1 "Decreto administrativo mediante el cual se declaran Patrimonio Cultural los inmuebles conocidos como Las Pozas y El Castillo ubicados en el Municipio de Xilitla, San Luis Potosí", in Periódico Oficial del Estado Libre y Soberano de San Luis Potosí, special edition, November 18 2006, 4 pages and 3 maps.

Comparison with other similar properties

James's work can be compared to the architecture of Antonio Gaudí, which has already been declared a World Heritage site. However, the Catalonian architect had a profound knowledge of structure and stereotomy. He possessed his own aesthetic vision and, as an educated architect, his buildings and compounds were previously projected --although on the other hand, like any professional, he left some room for improvisation, in order to find optimal solutions during the construction process.

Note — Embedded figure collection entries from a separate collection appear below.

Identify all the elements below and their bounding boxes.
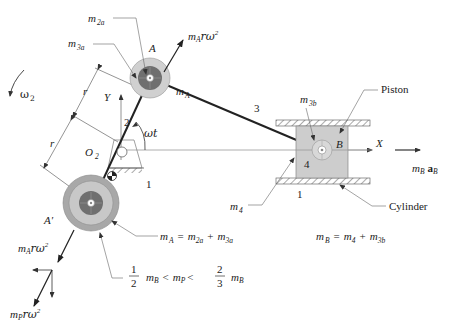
- r-upper-label: r: [83, 85, 88, 97]
- svg-text:3: 3: [217, 277, 223, 289]
- m3a-label: m3a: [68, 37, 85, 52]
- center-of-mass-symbol: [108, 172, 117, 181]
- mB-aB-label: mBaB: [412, 162, 438, 176]
- link-2-label: 2: [124, 116, 130, 128]
- point-A-prime-label: A′: [43, 214, 54, 226]
- m2a-label: m2a: [88, 12, 105, 27]
- wrist-pin-B: [312, 140, 332, 160]
- svg-text:2: 2: [217, 263, 223, 275]
- y-axis-label: Y: [104, 91, 112, 103]
- mP-range-inequality: 1 2 mB<mP< 2 3 mB: [129, 263, 244, 289]
- mA-force-upper-label: mArω2: [188, 29, 219, 44]
- mA-force-lower-label: mArω2: [18, 241, 49, 256]
- ground-1-right-label: 1: [297, 188, 303, 200]
- piston-label: Piston: [381, 83, 409, 95]
- link-4-label: 4: [304, 158, 310, 170]
- ground-1-left-label: 1: [146, 178, 152, 190]
- o2-label: O2: [85, 146, 99, 161]
- link-3-label: 3: [254, 102, 260, 114]
- cylinder-leader: [340, 185, 386, 206]
- mP-force-label: mPrω2: [10, 307, 41, 322]
- svg-text:2: 2: [131, 277, 137, 289]
- cylinder-label: Cylinder: [389, 200, 428, 212]
- x-axis-label: X: [375, 137, 384, 149]
- mP-force-components: [33, 270, 52, 306]
- o2-pivot-pin: [117, 147, 127, 157]
- mA-force-arrow-lower: [58, 230, 74, 262]
- svg-text:1: 1: [131, 263, 137, 275]
- r-lower-label: r: [50, 137, 55, 149]
- mP-range-leader: [100, 233, 123, 278]
- point-A-label: A: [148, 42, 156, 54]
- m4-label: m4: [230, 200, 243, 215]
- svg-text:mB: mB: [231, 271, 244, 285]
- omega2-label: ω2: [20, 88, 35, 103]
- slider-crank-diagram: X Y r r ω2 O2 1 2 ωt 3: [0, 0, 450, 328]
- counterweight-disc-A-prime: [63, 175, 119, 231]
- m3a-leader: [93, 44, 136, 78]
- mA-label: mA: [176, 85, 190, 100]
- mA-eq-leader: [112, 221, 158, 236]
- point-B-label: B: [336, 138, 343, 150]
- m3b-label: m3b: [300, 93, 317, 108]
- mB-equation: mB=m4+m3b: [316, 230, 385, 245]
- svg-text:mB<mP<: mB<mP<: [146, 271, 194, 285]
- mA-force-arrow-upper: [164, 40, 183, 72]
- omega-t-label: ωt: [144, 127, 158, 140]
- mA-equation: mA=m2a+m3a: [160, 230, 233, 245]
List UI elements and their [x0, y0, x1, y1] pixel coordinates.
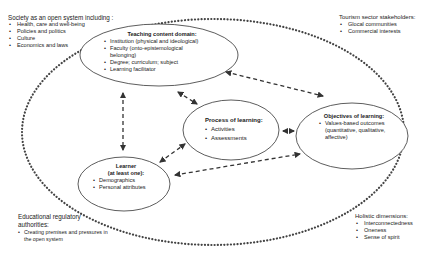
learner-item: Demographics	[93, 177, 159, 184]
teaching-node: Teaching content domain: Institution (ph…	[104, 31, 220, 73]
regulatory-item: Creating premises and pressures in the o…	[18, 229, 108, 243]
tourism-title: Tourism sector stakeholders:	[339, 14, 429, 21]
arrow-learner-process	[160, 144, 185, 162]
learner-node: Learner (at least one): Demographics Per…	[93, 163, 159, 191]
tourism-label: Tourism sector stakeholders: Glocal comm…	[339, 14, 429, 35]
teaching-item: Faculty (onto-epistemological belonging)	[104, 45, 190, 59]
teaching-title: Teaching content domain:	[104, 31, 220, 38]
arrow-teaching-objectives	[226, 72, 323, 96]
holistic-item: Sense of spirit	[355, 234, 430, 241]
process-item: Assessments	[205, 134, 275, 143]
holistic-title: Holistic dimensions:	[355, 213, 430, 220]
holistic-label: Holistic dimensions: Interconnectedness …	[355, 213, 430, 241]
regulatory-label: Educational regulatory authorities: Crea…	[18, 213, 108, 243]
arrow-teaching-process	[178, 92, 197, 104]
learner-item: Personal attributes	[93, 184, 159, 191]
process-node: Process of learning: Activities Assessme…	[205, 116, 275, 143]
tourism-item: Commercial interests	[339, 28, 429, 35]
process-item: Activities	[205, 125, 275, 134]
society-item: Health, care and well-being	[8, 21, 138, 28]
objectives-node: Objectives of learning: Values-based out…	[319, 113, 389, 141]
process-title: Process of learning:	[205, 116, 275, 125]
society-title: Society as an open system including :	[8, 14, 138, 21]
learner-title: Learner	[93, 163, 159, 170]
regulatory-title: Educational regulatory authorities:	[18, 213, 88, 228]
objectives-item: Values-based outcomes (quantitative, qua…	[319, 120, 389, 141]
holistic-item: Oneness	[355, 227, 430, 234]
teaching-item: Learning facilitator	[104, 66, 220, 73]
teaching-item: Institution (physical and ideological)	[104, 38, 220, 45]
objectives-title: Objectives of learning:	[319, 113, 389, 120]
tourism-item: Glocal communities	[339, 21, 429, 28]
teaching-item: Degree; curriculum; subject	[104, 59, 220, 66]
holistic-item: Interconnectedness	[355, 220, 430, 227]
learner-subtitle: (at least one):	[93, 170, 159, 177]
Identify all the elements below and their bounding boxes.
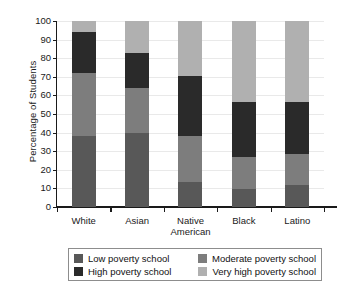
y-tick-label: 50 — [40, 109, 51, 119]
bar-stack-native-american — [178, 21, 202, 207]
x-tick-label-latino: Latino — [262, 215, 332, 226]
bar-segment-very-high-poverty-school — [285, 21, 309, 102]
bar-segment-high-poverty-school — [125, 53, 149, 88]
x-tick-mark — [164, 207, 165, 212]
bar-group — [271, 21, 324, 207]
y-tick-label: 40 — [40, 128, 51, 138]
legend-swatch-moderate-poverty — [198, 254, 207, 263]
legend-row: High poverty school Very high poverty sc… — [74, 265, 316, 278]
legend-label-low-poverty: Low poverty school — [88, 254, 169, 264]
legend-swatch-low-poverty — [74, 254, 83, 263]
legend-swatch-very-high-poverty — [198, 267, 207, 276]
bar-segment-moderate-poverty-school — [72, 73, 96, 136]
bar-segment-low-poverty-school — [232, 189, 256, 207]
bar-group — [217, 21, 270, 207]
x-tick-mark — [271, 207, 272, 212]
bar-segment-very-high-poverty-school — [125, 21, 149, 53]
bar-segment-high-poverty-school — [72, 32, 96, 73]
y-tick-label: 90 — [40, 35, 51, 45]
y-tick-label: 10 — [40, 184, 51, 194]
bar-segment-low-poverty-school — [125, 133, 149, 207]
legend-label-high-poverty: High poverty school — [88, 267, 171, 277]
legend-label-very-high-poverty: Very high poverty school — [212, 267, 316, 277]
bar-segment-very-high-poverty-school — [72, 21, 96, 32]
y-axis-title: Percentage of Students — [27, 32, 38, 192]
bar-segment-high-poverty-school — [285, 102, 309, 154]
chart-legend: Low poverty school Moderate poverty scho… — [68, 248, 322, 281]
legend-entry-very-high-poverty: Very high poverty school — [198, 265, 316, 278]
bar-segment-very-high-poverty-school — [178, 21, 202, 76]
bar-segment-low-poverty-school — [178, 182, 202, 207]
bar-segment-moderate-poverty-school — [285, 154, 309, 185]
legend-label-moderate-poverty: Moderate poverty school — [212, 254, 316, 264]
bar-stack-asian — [125, 21, 149, 207]
y-tick-label: 70 — [40, 72, 51, 82]
y-tick-label: 60 — [40, 91, 51, 101]
y-tick-label: 100 — [35, 16, 51, 26]
x-tick-mark — [324, 207, 325, 212]
bar-segment-very-high-poverty-school — [232, 21, 256, 102]
x-tick-mark — [110, 207, 111, 212]
x-tick-mark — [57, 207, 58, 212]
legend-entry-moderate-poverty: Moderate poverty school — [198, 252, 316, 265]
bar-segment-moderate-poverty-school — [178, 136, 202, 182]
legend-entry-low-poverty: Low poverty school — [74, 252, 198, 265]
bar-group — [110, 21, 163, 207]
bar-stack-black — [232, 21, 256, 207]
legend-row: Low poverty school Moderate poverty scho… — [74, 252, 316, 265]
legend-entry-high-poverty: High poverty school — [74, 265, 198, 278]
bar-group — [57, 21, 110, 207]
y-tick-label: 80 — [40, 53, 51, 63]
legend-swatch-high-poverty — [74, 267, 83, 276]
y-tick-label: 0 — [46, 202, 51, 212]
bar-segment-low-poverty-school — [72, 136, 96, 207]
bar-segment-low-poverty-school — [285, 185, 309, 207]
y-tick-label: 30 — [40, 146, 51, 156]
bar-segment-high-poverty-school — [232, 102, 256, 157]
stacked-bar-chart: Percentage of Students 01020304050607080… — [0, 0, 363, 293]
bar-segment-moderate-poverty-school — [125, 88, 149, 133]
bar-segment-moderate-poverty-school — [232, 157, 256, 190]
bar-stack-latino — [285, 21, 309, 207]
bar-segment-high-poverty-school — [178, 76, 202, 136]
x-tick-mark — [217, 207, 218, 212]
plot-area: 0102030405060708090100 WhiteAsianNative … — [57, 21, 324, 207]
bar-stack-white — [72, 21, 96, 207]
bar-group — [164, 21, 217, 207]
y-tick-label: 20 — [40, 165, 51, 175]
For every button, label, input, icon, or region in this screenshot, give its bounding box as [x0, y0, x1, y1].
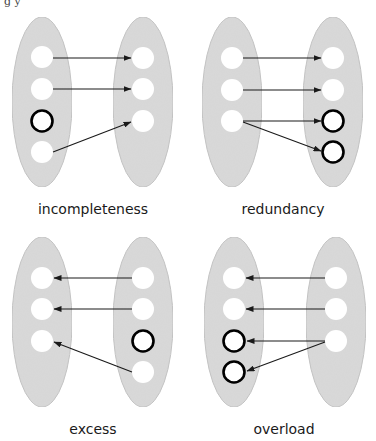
right-set-ellipse [306, 237, 366, 407]
right-node [132, 78, 154, 100]
panel-label-excess: excess [69, 421, 116, 437]
panel-overload: overload [204, 237, 366, 437]
panel-label-overload: overload [253, 421, 314, 437]
right-node [132, 361, 154, 383]
right-node [132, 47, 154, 69]
panels-container: incompletenessredundancyexcessoverload [12, 17, 366, 437]
left-node [223, 267, 245, 289]
left-node [31, 267, 53, 289]
panel-incompleteness: incompleteness [12, 17, 173, 217]
left-highlighted-node [32, 111, 53, 132]
right-node [325, 298, 347, 320]
left-node [31, 141, 53, 163]
left-highlighted-node [224, 362, 245, 383]
right-node [322, 47, 344, 69]
right-node [132, 298, 154, 320]
left-node [31, 298, 53, 320]
top-caption-fragment: g y [4, 0, 22, 8]
left-node [221, 79, 243, 101]
right-node [325, 267, 347, 289]
left-node [31, 330, 53, 352]
panel-label-incompleteness: incompleteness [38, 201, 148, 217]
right-node [325, 330, 347, 352]
right-highlighted-node [323, 142, 344, 163]
left-set-ellipse [12, 237, 72, 407]
mapping-diagram: g y incompletenessredundancyexcessoverlo… [0, 0, 376, 441]
left-node [221, 110, 243, 132]
right-highlighted-node [323, 111, 344, 132]
left-node [221, 47, 243, 69]
panel-label-redundancy: redundancy [241, 201, 324, 217]
panel-redundancy: redundancy [202, 17, 363, 217]
right-node [132, 110, 154, 132]
right-highlighted-node [133, 331, 154, 352]
left-highlighted-node [224, 331, 245, 352]
right-node [322, 79, 344, 101]
left-node [31, 78, 53, 100]
panel-excess: excess [12, 237, 173, 437]
left-node [31, 46, 53, 68]
right-set-ellipse [113, 17, 173, 187]
left-set-ellipse [202, 17, 262, 187]
right-node [132, 267, 154, 289]
left-node [223, 298, 245, 320]
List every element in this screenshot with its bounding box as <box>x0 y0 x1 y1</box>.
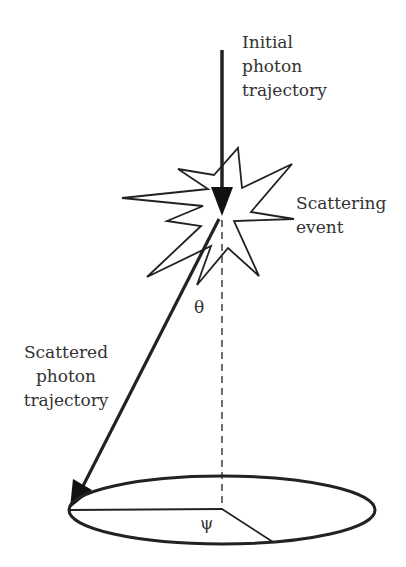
scattering-diagram <box>0 0 406 567</box>
label-line: trajectory <box>242 78 327 102</box>
scattering-event-label: Scattering event <box>296 191 386 239</box>
label-line: photon <box>242 54 327 78</box>
label-line: trajectory <box>18 388 114 412</box>
scattering-event-star <box>122 148 294 285</box>
label-line: event <box>296 215 386 239</box>
radius-line-right <box>222 509 273 542</box>
label-line: Scattering <box>296 191 386 215</box>
label-line: photon <box>18 364 114 388</box>
psi-symbol: ψ <box>200 513 213 533</box>
label-line: Scattered <box>18 340 114 364</box>
scattered-trajectory-label: Scattered photon trajectory <box>18 340 114 412</box>
initial-trajectory-label: Initial photon trajectory <box>242 30 327 102</box>
label-line: Initial <box>242 30 327 54</box>
theta-symbol: θ <box>194 297 204 317</box>
radius-line-left <box>70 509 222 510</box>
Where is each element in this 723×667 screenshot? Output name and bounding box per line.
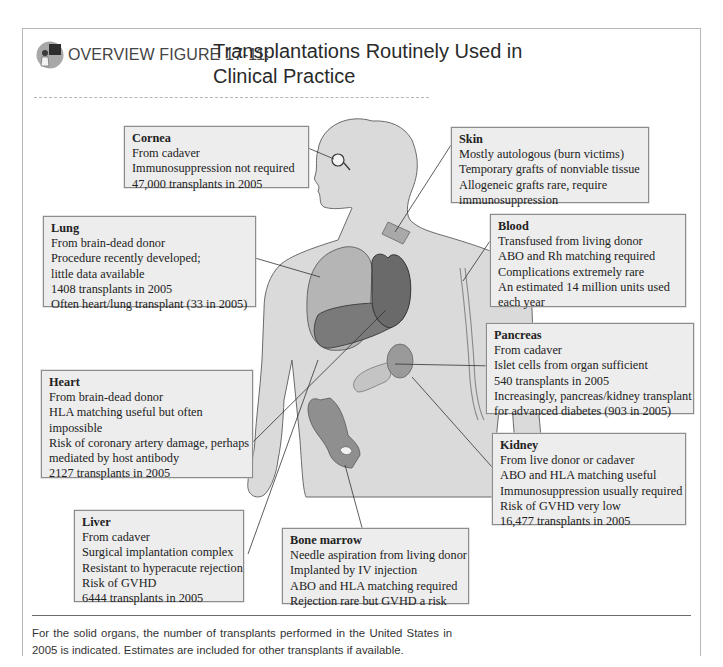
callout-title: Cornea [132, 131, 302, 146]
callout-pancreas: Pancreas From cadaver Islet cells from o… [486, 323, 694, 414]
callout-lung: Lung From brain-dead donor Procedure rec… [43, 216, 256, 307]
callout-title: Bone marrow [290, 533, 462, 548]
callout-blood: Blood Transfused from living donor ABO a… [490, 214, 686, 307]
figure-footnote: For the solid organs, the number of tran… [32, 625, 452, 659]
callout-liver: Liver From cadaver Surgical implantation… [74, 510, 244, 602]
callout-title: Skin [459, 132, 642, 147]
callout-title: Pancreas [494, 328, 687, 343]
callout-title: Liver [82, 515, 237, 530]
callout-title: Blood [498, 219, 679, 234]
callout-cornea: Cornea From cadaver Immunosuppression no… [124, 126, 309, 188]
footer-divider [32, 615, 691, 616]
callout-heart: Heart From brain-dead donor HLA matching… [41, 370, 253, 478]
callout-skin: Skin Mostly autologous (burn victims) Te… [451, 127, 649, 203]
callout-bone-marrow: Bone marrow Needle aspiration from livin… [282, 528, 469, 604]
kidney-organ [387, 344, 413, 378]
callout-title: Kidney [500, 438, 679, 453]
callout-kidney: Kidney From live donor or cadaver ABO an… [492, 433, 686, 525]
callout-title: Heart [49, 375, 246, 390]
callout-title: Lung [51, 221, 249, 236]
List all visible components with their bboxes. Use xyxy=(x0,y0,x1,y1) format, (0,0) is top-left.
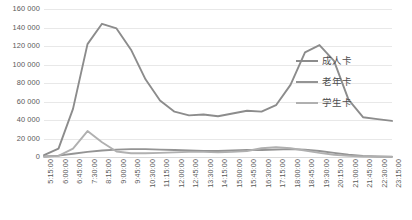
x-axis-tick-text: 16:30:00 xyxy=(264,159,271,188)
x-axis-tick-label: 9:45:00 xyxy=(131,159,138,184)
x-axis-tick-text: 18:45:00 xyxy=(308,159,315,188)
x-axis-tick-label: 7:30:00 xyxy=(88,159,95,184)
x-axis-tick-label: 12:00:00 xyxy=(175,159,182,188)
x-axis-tick-text: 11:15:00 xyxy=(163,159,170,187)
x-axis-tick-label: 5:15:00 xyxy=(44,159,51,184)
y-axis-tick-label: 60 000 xyxy=(17,98,40,105)
x-axis-tick-label: 20:15:00 xyxy=(334,159,341,188)
x-axis-tick-label: 18:00:00 xyxy=(291,159,298,188)
y-axis-tick-label: 0 xyxy=(36,153,40,160)
x-axis-tick-text: 8:15:00 xyxy=(105,159,112,184)
legend-item-label: 成人卡 xyxy=(322,56,352,66)
x-axis-tick-label: 21:00:00 xyxy=(349,159,356,188)
x-axis-tick-text: 13:30:00 xyxy=(206,159,213,188)
x-axis-tick-text: 6:00:00 xyxy=(61,159,68,184)
x-axis-tick-text: 21:00:00 xyxy=(351,159,358,188)
x-axis-tick-text: 12:00:00 xyxy=(177,159,184,188)
x-axis-tick-text: 15:45:00 xyxy=(250,159,257,188)
x-axis-tick-label: 11:15:00 xyxy=(160,159,167,187)
x-axis-tick-label: 12:45:00 xyxy=(189,159,196,188)
gridline xyxy=(44,157,392,158)
y-axis-tick-label: 120 000 xyxy=(13,42,40,49)
y-axis-tick-label: 140 000 xyxy=(13,24,40,31)
y-axis-tick-label: 100 000 xyxy=(13,61,40,68)
x-axis-tick-text: 9:00:00 xyxy=(119,159,126,184)
x-axis-tick-text: 18:00:00 xyxy=(293,159,300,188)
x-axis-tick-label: 6:00:00 xyxy=(59,159,66,184)
x-axis-tick-text: 5:15:00 xyxy=(47,159,54,184)
legend-swatch-icon xyxy=(296,81,318,83)
x-axis-tick-text: 17:15:00 xyxy=(279,159,286,188)
legend-swatch-icon xyxy=(296,102,318,104)
line-chart: 020 00040 00060 00080 000100 000120 0001… xyxy=(0,0,412,220)
legend-item[interactable]: 老年卡 xyxy=(296,71,400,92)
x-axis-tick-label: 18:45:00 xyxy=(305,159,312,188)
x-axis-tick-text: 14:15:00 xyxy=(221,159,228,188)
legend-item[interactable]: 学生卡 xyxy=(296,92,400,113)
x-axis-tick-text: 12:45:00 xyxy=(192,159,199,188)
x-axis-tick-label: 6:45:00 xyxy=(73,159,80,184)
x-axis-tick-text: 20:15:00 xyxy=(337,159,344,188)
x-axis-tick-label: 14:15:00 xyxy=(218,159,225,188)
x-axis-tick-label: 16:30:00 xyxy=(262,159,269,188)
x-axis-tick-text: 23:15:00 xyxy=(395,159,402,188)
y-axis-tick-label: 40 000 xyxy=(17,116,40,123)
x-axis-tick-text: 6:45:00 xyxy=(76,159,83,184)
x-axis-tick-label: 10:30:00 xyxy=(146,159,153,188)
x-axis-tick-text: 10:30:00 xyxy=(148,159,155,188)
x-axis-tick-label: 15:00:00 xyxy=(233,159,240,188)
y-axis-tick-label: 20 000 xyxy=(17,135,40,142)
legend-item-label: 学生卡 xyxy=(322,98,352,108)
x-axis-tick-text: 7:30:00 xyxy=(90,159,97,184)
legend-item[interactable]: 成人卡 xyxy=(296,50,400,71)
x-axis-tick-text: 19:30:00 xyxy=(322,159,329,188)
y-axis: 020 00040 00060 00080 000100 000120 0001… xyxy=(0,9,40,157)
x-axis-tick-label: 17:15:00 xyxy=(276,159,283,188)
x-axis-tick-label: 22:30:00 xyxy=(378,159,385,188)
x-axis-tick-label: 8:15:00 xyxy=(102,159,109,184)
x-axis-tick-label: 15:45:00 xyxy=(247,159,254,188)
x-axis: 5:15:006:00:006:45:007:30:008:15:009:00:… xyxy=(44,159,392,217)
x-axis-tick-text: 22:30:00 xyxy=(380,159,387,188)
x-axis-tick-label: 21:45:00 xyxy=(363,159,370,188)
legend-item-label: 老年卡 xyxy=(322,77,352,87)
x-axis-tick-label: 19:30:00 xyxy=(320,159,327,188)
x-axis-tick-label: 9:00:00 xyxy=(117,159,124,184)
y-axis-tick-label: 80 000 xyxy=(17,79,40,86)
x-axis-tick-label: 13:30:00 xyxy=(204,159,211,188)
x-axis-tick-label: 23:15:00 xyxy=(392,159,399,188)
x-axis-tick-text: 9:45:00 xyxy=(134,159,141,184)
y-axis-tick-label: 160 000 xyxy=(13,5,40,12)
legend: 成人卡老年卡学生卡 xyxy=(296,50,400,113)
x-axis-tick-text: 21:45:00 xyxy=(366,159,373,188)
x-axis-tick-text: 15:00:00 xyxy=(235,159,242,188)
legend-swatch-icon xyxy=(296,60,318,62)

Due to its singularities, it is perhaps more fitting to establish a comparison between Las Pozas and analogous building compounds, like the so-called Ideal Palace raised by mailman Ferdinand Cheval in the south of France between 1879 and 1922. Likewise, similarities can be drawn with the Watts Towers in California, built by Italian immigrant Simón Rodia around 1940.

In these two examples, as in Las Pozas, we find spontaneous constructions carried out by empirical architects without any previous planning, or through heterodox projects of enormous appeal that, in the opinion of Peter Weiss, are "expressions of the soul," petrified dreams, given that "as Nature, they grow, in the hands of their creators, because they have to grow; their beauty is unconscious, they unfold, they become complicated, they produce new offshoots and they do not adulate anyone."1

However, unlike the above examples, the work by Edward James at the Las Pozas Ranch is enriched by the strong amalgamation between an unconventional Surrealist tradition and local folk traditions.


1 Peter Weiss, "El gran sueño del cartero Cheval", in Informes, Madrid, 1974, pp. 36-37.